━━━━━ Input data
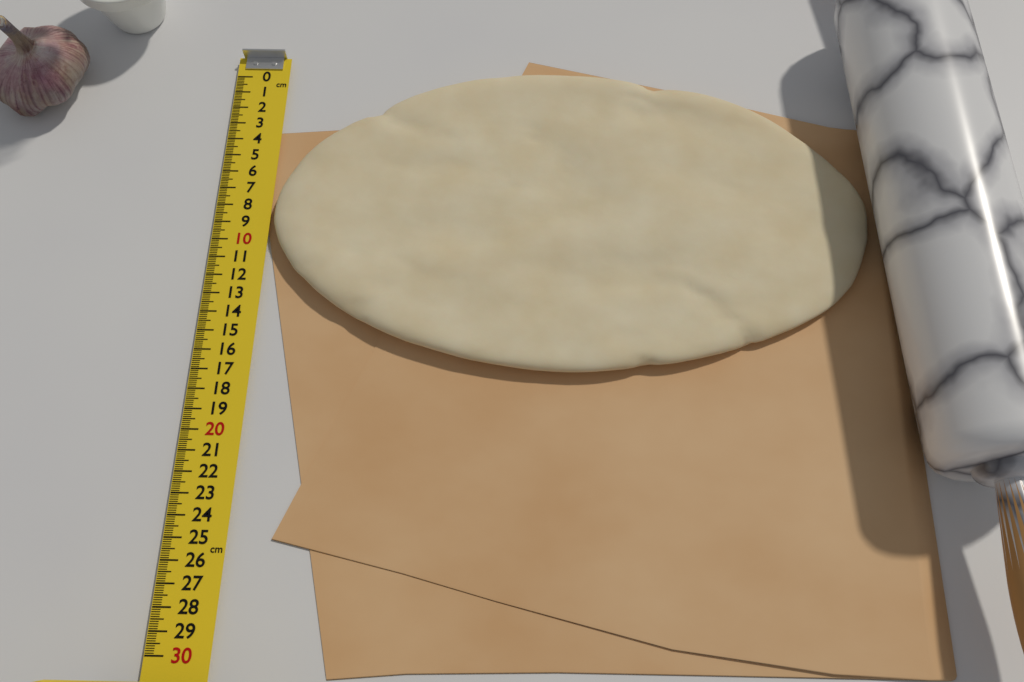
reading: 17.0 cm
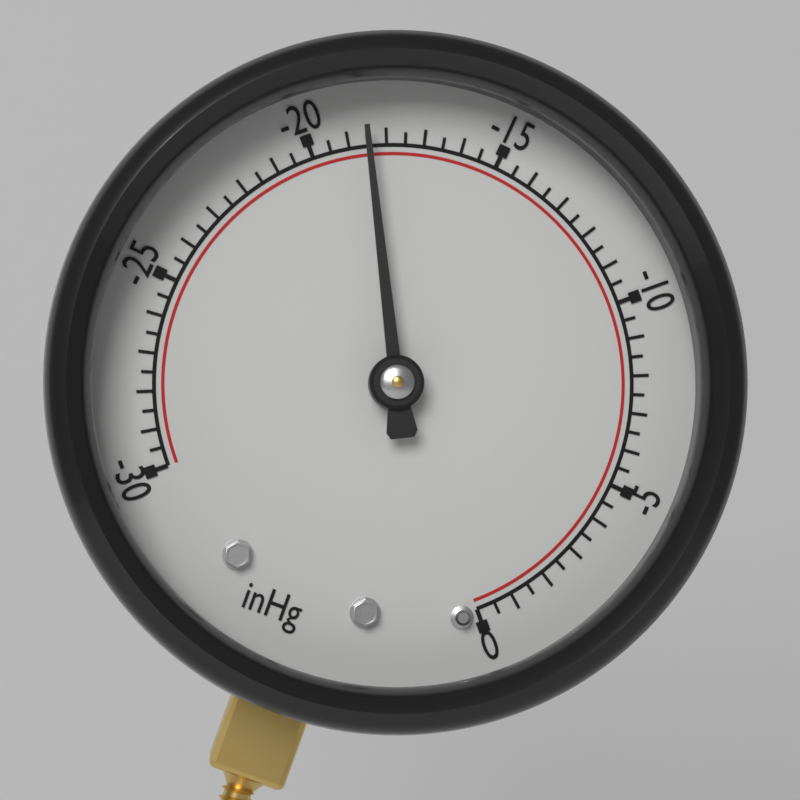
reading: -18.5 inHg
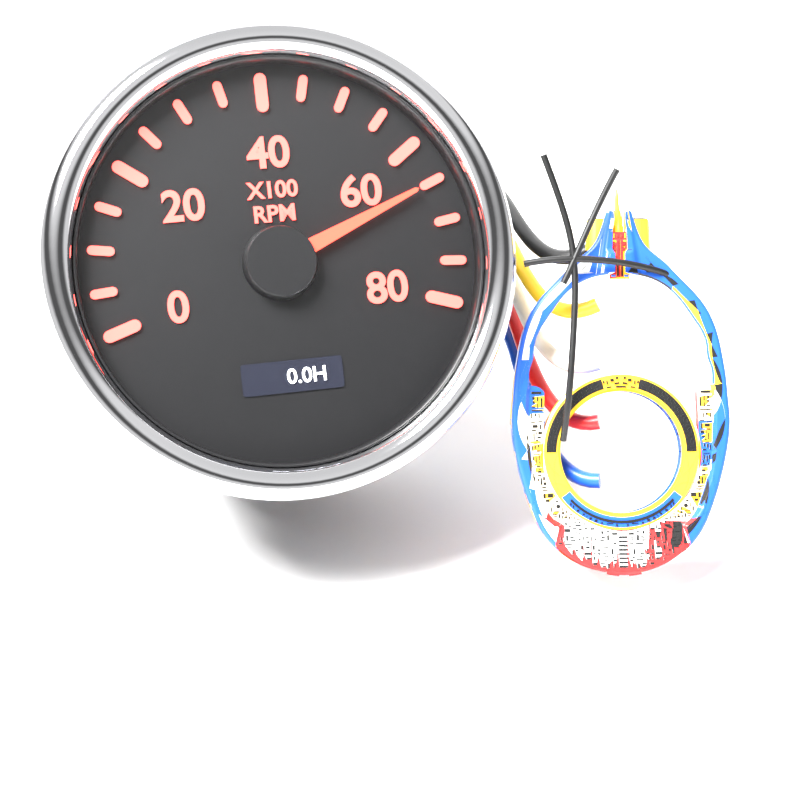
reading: 6500 RPM
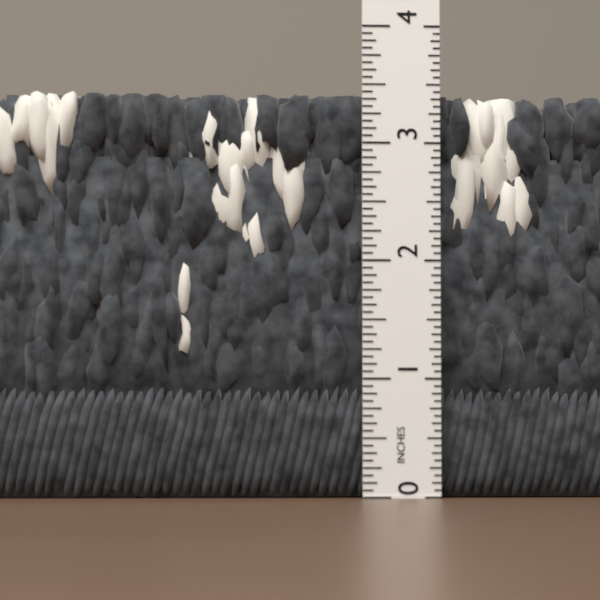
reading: 3.4375 in
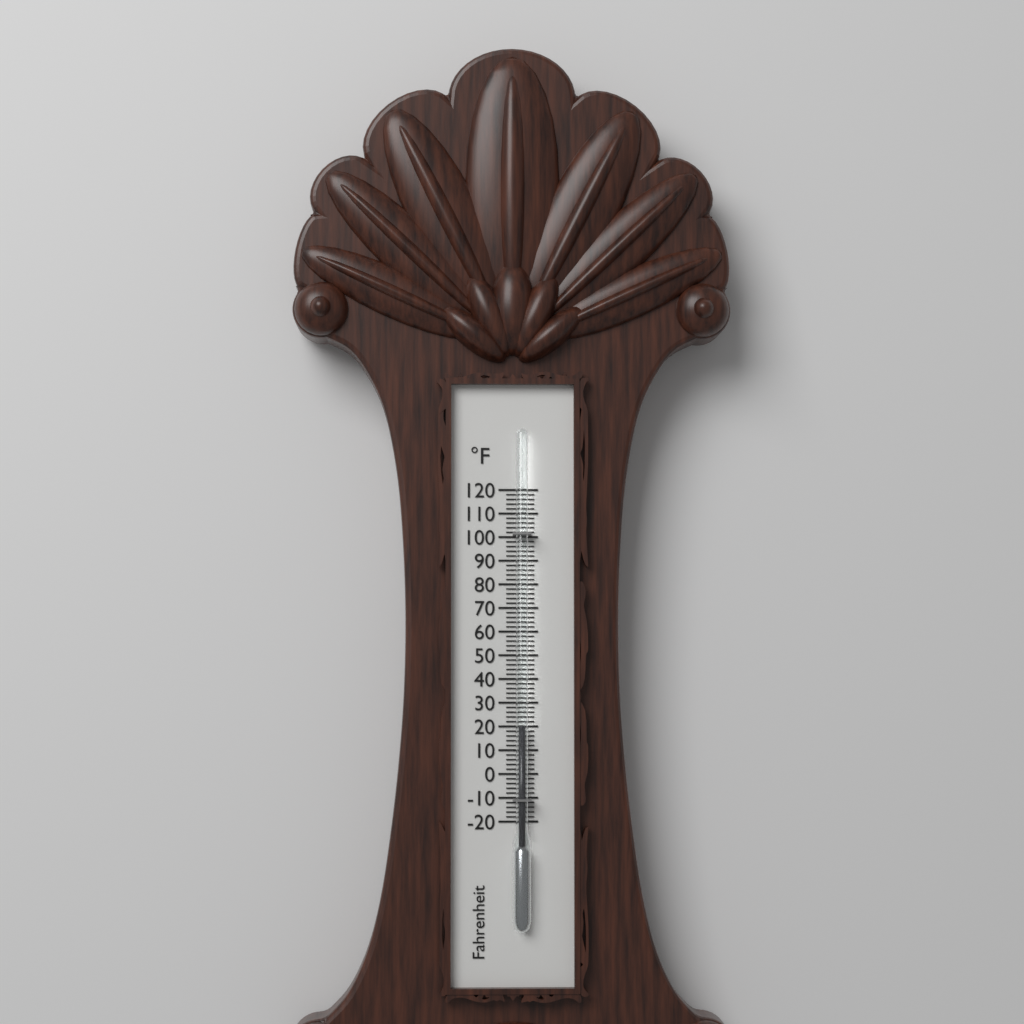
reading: 20 °F
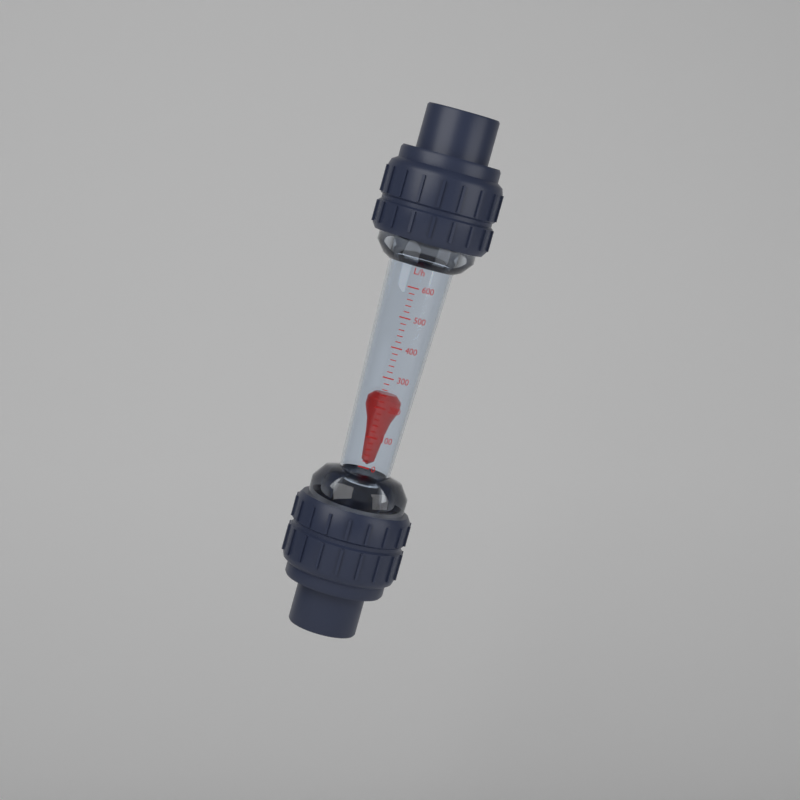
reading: 240 L/h
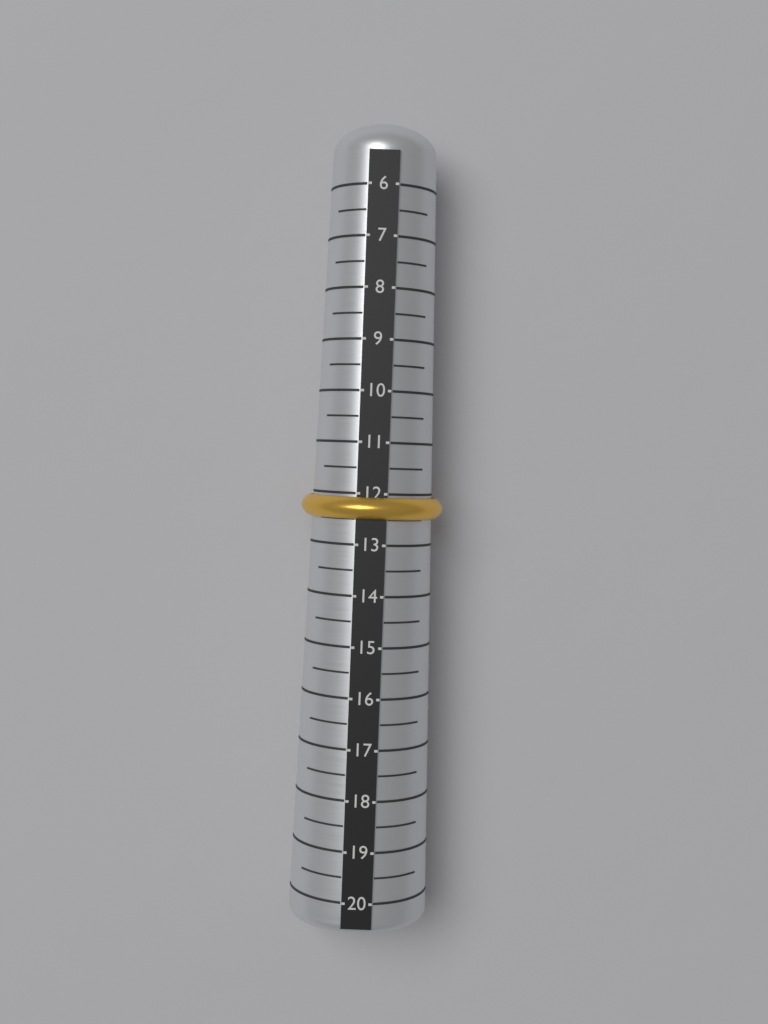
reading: 12.5 (no unit)
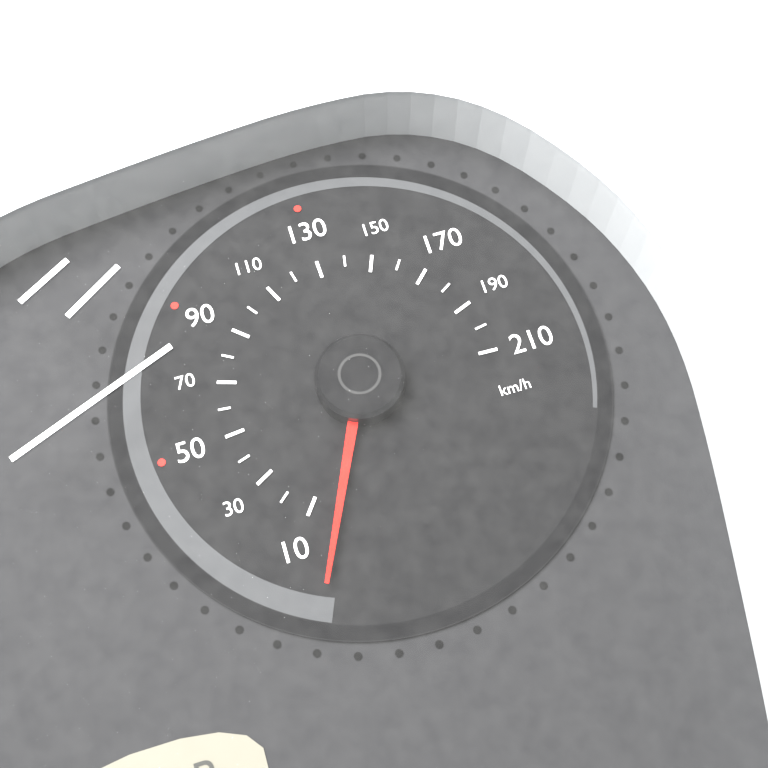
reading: 0 km/h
━━━━━━━━━━
> [What to produce]
Each line of the data must be transcribed exactly; pictures are not carried over.

> [Written response]
reading: 17.0 cm
reading: -18.5 inHg
reading: 6500 RPM
reading: 3.4375 in
reading: 20 °F
reading: 240 L/h
reading: 12.5 (no unit)
reading: 0 km/h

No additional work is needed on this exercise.